My head came up. “Because I’m in the middle of a situation that I didn’t want and don’t like. I s
pent the afternoon with my children yesterday. Every other word out of the little one’s mouth has to do with when I’m coming home, and the big one is subdued, and they both get edgy—hell, I do, too—when the end of our time together nears. I don’t know what they’re feeling after I drop them back with their father, but I know what I am, and it isn’t warm and fuzzy. It’s lonely. It’s afraid. It’s worried. I keep thinking that it didn’t have to be like this, that it could have been gentler, but thanks to my husband and the court, it isn’t. This is very, very hard for me, Dr. Jenovitz. I’m a mother. I love my kids. Every ounce of maternal instinct I possess is telling me they’ll be hurt. So, yes, I’m angry. I have a right to be, don’t I?”
“Not if the charges against you are true.”
“They aren’t,” I insisted and sank into the chair. There were times when the bid to prove my innocence seemed futile. Okay. I had only had a single hour with Jenovitz so far. But, God, it felt like more.
“That’s what I’m trying to determine,” he said. “Anger gets in the way.”

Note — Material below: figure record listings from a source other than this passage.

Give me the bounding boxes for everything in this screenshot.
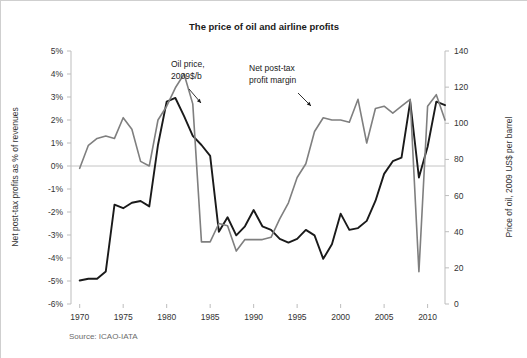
right-axis-tick-label: 40 [454,227,464,237]
right-axis-tick-label: 20 [454,263,464,273]
chart-title: The price of oil and airline profits [189,21,339,32]
right-axis-tick-label: 60 [454,191,464,201]
chart-container: The price of oil and airline profits 5%4… [0,0,527,358]
x-axis-tick-label: 1970 [70,312,89,322]
right-axis-tick-label: 120 [454,82,468,92]
x-axis-tick-label: 1975 [114,312,133,322]
left-axis-tick-label: -2% [48,207,64,217]
source-note: Source: ICAO-IATA [69,332,138,341]
right-axis-title: Price of oil, 2009 US$ per barrel [504,116,514,237]
oil-price-airline-profits-chart: The price of oil and airline profits 5%4… [1,1,527,358]
right-axis-tick-label: 0 [454,299,459,309]
left-axis-tick-label: 1% [51,138,64,148]
right-axis-tick-label: 140 [454,46,468,56]
x-axis-tick-label: 2010 [418,312,437,322]
left-axis-tick-label: 0% [51,161,64,171]
left-axis-tick-label: -1% [48,184,64,194]
left-axis-tick-label: -3% [48,230,64,240]
x-axis-tick-label: 1985 [201,312,220,322]
right-axis-tick-label: 100 [454,118,468,128]
oil-price-annotation-line2: 2009$/b [171,71,202,81]
x-axis-tick-label: 1995 [288,312,307,322]
x-axis-tick-label: 2005 [375,312,394,322]
left-axis-tick-label: 4% [51,69,64,79]
x-axis-tick-label: 2000 [331,312,350,322]
left-axis-title: Net post-tax profits as % of revenues [10,107,20,246]
left-axis-tick-label: 3% [51,92,64,102]
x-axis-tick-label: 1990 [244,312,263,322]
left-axis-tick-label: -5% [48,276,64,286]
profit-margin-annotation-line2: profit margin [249,75,297,85]
right-axis-tick-label: 80 [454,154,464,164]
oil-price-annotation-line1: Oil price, [171,59,205,69]
left-axis-tick-label: 2% [51,115,64,125]
x-axis-tick-label: 1980 [157,312,176,322]
left-axis-tick-label: -6% [48,299,64,309]
left-axis-tick-label: 5% [51,46,64,56]
profit-margin-annotation-line1: Net post-tax [249,63,296,73]
left-axis-tick-label: -4% [48,253,64,263]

“Last time you said I should be mourning. Isn’t anger just like it, kind of a natural step in the process?”
“Yes. Though not as productive.”
“It vents feelings. I do have lots of those, even though the judge would like to think I’m a cold-hearted businesswoman.”
“Speaking of which,” he said and paused to lean sideways, open a drawer, and fish inside. I heard the rustle of plastic wrap. When he straightened, he was fumbling a sourball from its wrapper. Seconds later, he pushed it into his mouth. “Speaking of which,” he talked around the candy, “we were discussing competence. And delegating. Would you say that delegating is necessary for a working mother?”
“No,” I answered more calmly. The venting had helped. “I’d say it’s necessary for any successful executive.”
“But a working mother can’t do without it?”
I often discussed that with the women I worked with—my office assistant, the manager of my local store, franchisees around the country. Most were mothers. We shared war stories all the time. “A working mother needs help. We’re holding down one too many jobs to do everything ourselves.”